A large study of children at 23 pediatric hospitals across Canada has yielded a combination of two MRI parameters that predicts the diagnosis of multiple sclerosis (MS) with an accuracy of approximately 90%. The results were published online November 7 in Lancet Neurology.
In addition to demonstrating MRI's prognostic power, the study also indicates that an MS diagnosis can be made shortly after the first attack, rather than waiting months or years until a second attack occurs, according to researchers from the Hospital for Sick Children and the University of Toronto.
The combination of one or more T1-weighted hypointense lesions and one or more T2-weighted periventricular lesions after an incident demyelinating event is highly predictive of the later diagnosis of MS, the researchers found. Children with both of these characteristics have a 34-fold greater likelihood of being diagnosed with MS than those without either parameter on MRI acquired at the time of acute demyelination.
The results echo aspects of revised 2010 McDonald criteria for MS diagnosis (Annals of Neurology, March 2011, Vol. 69:2, pp 292-302) -- including the importance of periventricular and contrast-enhancing lesions -- but differ in some important ways.
"What's different compared to the 2010 McDonald criteria is that we see MRI evidence of established or chronic disease already at the first attack in the pediatric population, and that's mainly through the T1-hypointense lesions," said lead investigator Leonard Verhey, a PhD candidate. "It will be interesting to determine whether the findings unique to our work will be equally strong predictors of MS diagnosis in adults."
Canadian MS network
The investigators and centers involved in the study are part of the Canadian Pediatric Demyelinating Disease Network, which was launched on September 1, 2004. Data are being gathered prospectively -- including MR studies, clinical data, biological samples, and genetic information -- at the incident event, and then three, six, and 12 months later, and every year thereafter. The MRI analysis involved more than 1,100 scans accrued in 284 children between the network's launch and June 30, 2010.
The 14 parameters examined were distilled from an initial set of 49 that the investigators garnered from the literature, and they represent characteristics that either define MS on MRI or are used in differential diagnosis. A paper is in press that describes the development of the 14-parameter scoring tool.
"These 14 parameters do not require advanced imaging metrics; they are derived from a standard MRI protocol used in the clinical setting," Verhey said. "The application of the parameters also doesn't require specialty training because all parameters are defined in an atlas, and they should be replicable across radiologists and centers due to the high reliability of the parameters."
The analyses
Of 298 children enrolled in the study, 284 were included in the analyses because they had high-quality baseline and subsequent serial scans. Fifty-seven of these children were diagnosed with MS.
Using univariate analyses, the researchers found that seven of the 14 MRI parameters were independently associated with MS and also were associated with interrater reliability coefficients of 0.7 or greater. The presence of one or more T1-hypointensive lesion or of one or more T2-weighted periventricular lesions at baseline were the most strongly associated with MS diagnosis.
This also held true in the multivariate analyses. The presence of both one or more periventricular lesions and one or more T1-hypointensive lesions at baseline had a hazard ratio of 34.27 for diagnosis of MS compared to cases without either of these characteristics (95% confidence interval: 16.69-70.38). The combination of the two features had a sensitivity of 84%, a specificity of 93%, a positive predictive value of 76%, and a negative predictive value of 96%.
The team of investigators also found that the use of its two parameters stands up very well to previously published sets of MRI diagnostic criteria. For example, the 2005 McDonald criteria have a sensitivity of 56%, a specificity of 72%, a positive predictive value of 34%, and a negative predictive value of 87% in the pediatric cohort.
Next steps
Verhey indicated that the team, led by Dr. Brenda Banwell of the Hospital for Sick Children, will continue following the children.
"This research has kindled a momentum from pediatric researchers and clinicians across the country, and we have the information to begin to understand the natural history related to MS on MRI," said Verhey. "The next logical study would be to use this information on natural history of lesion accrual as a segue into defining what an optimal treatment response would be in therapeutic trials of children with MS."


▸ **WHAT YOU ARE ASKED TO DO**:
Please copy the listing that follows exactly, leaving out any pictures.
------
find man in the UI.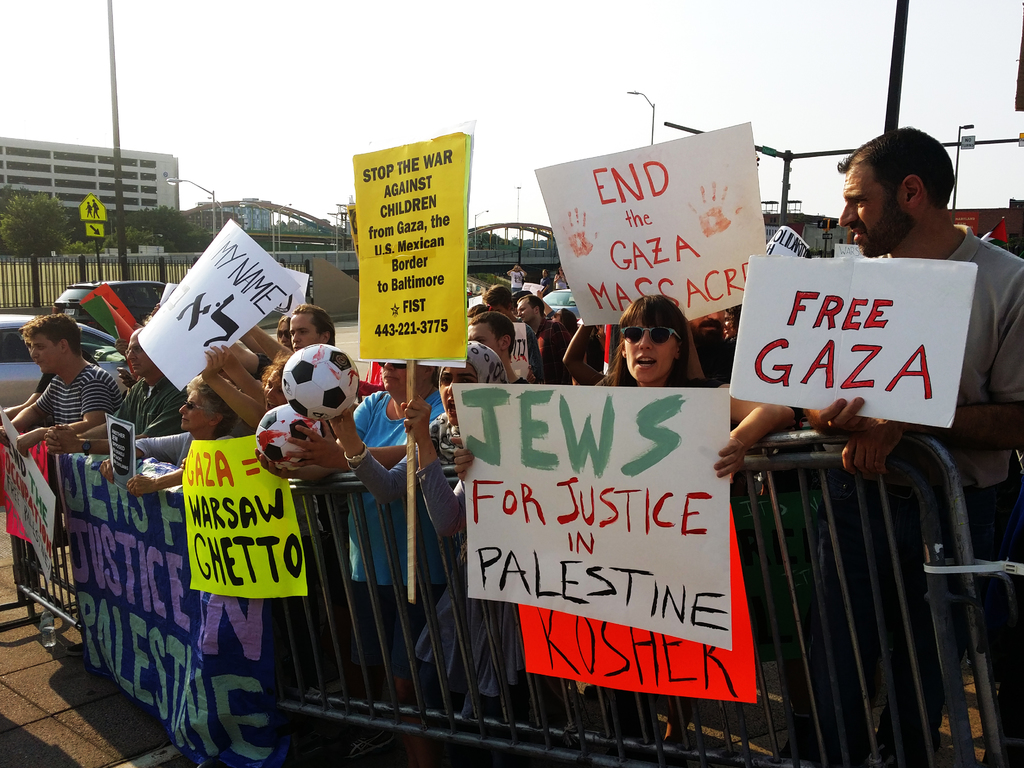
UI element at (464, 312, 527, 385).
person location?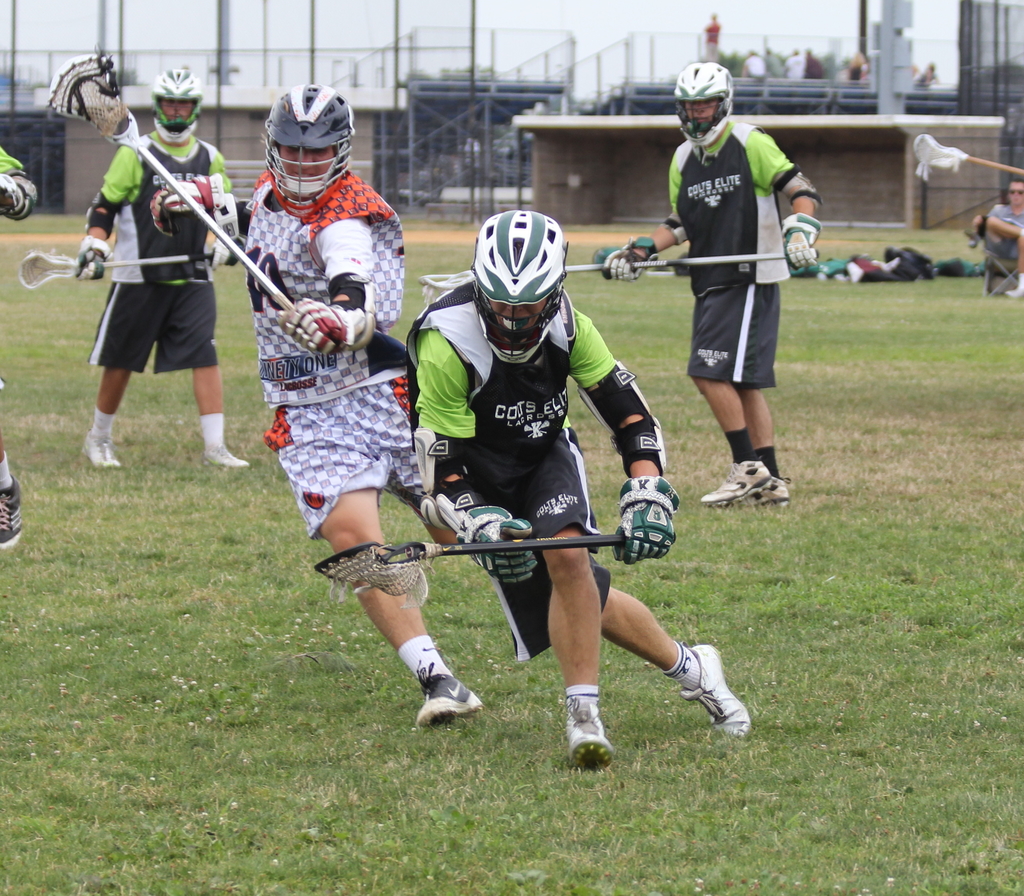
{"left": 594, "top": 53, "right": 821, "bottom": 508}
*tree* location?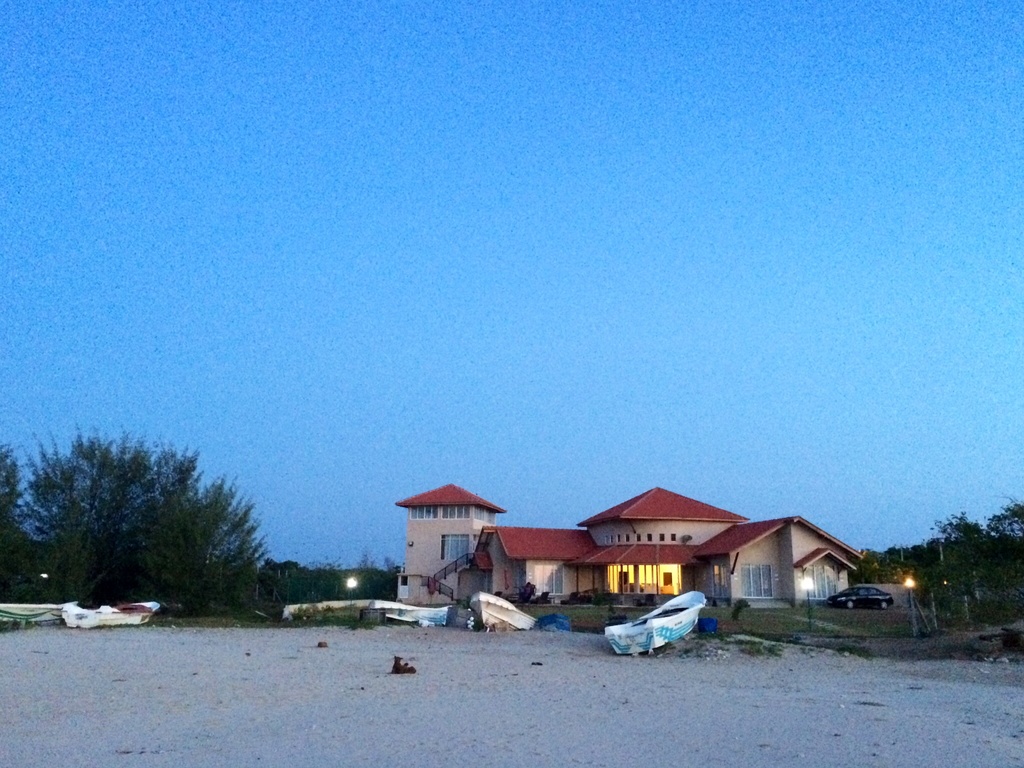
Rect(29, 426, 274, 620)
------
▸ **RESPONSE TO THE EXERCISE**:
find man in the UI.
UI element at (464, 312, 527, 385).
person location?
{"left": 594, "top": 53, "right": 821, "bottom": 508}
*tree* location?
Rect(29, 426, 274, 620)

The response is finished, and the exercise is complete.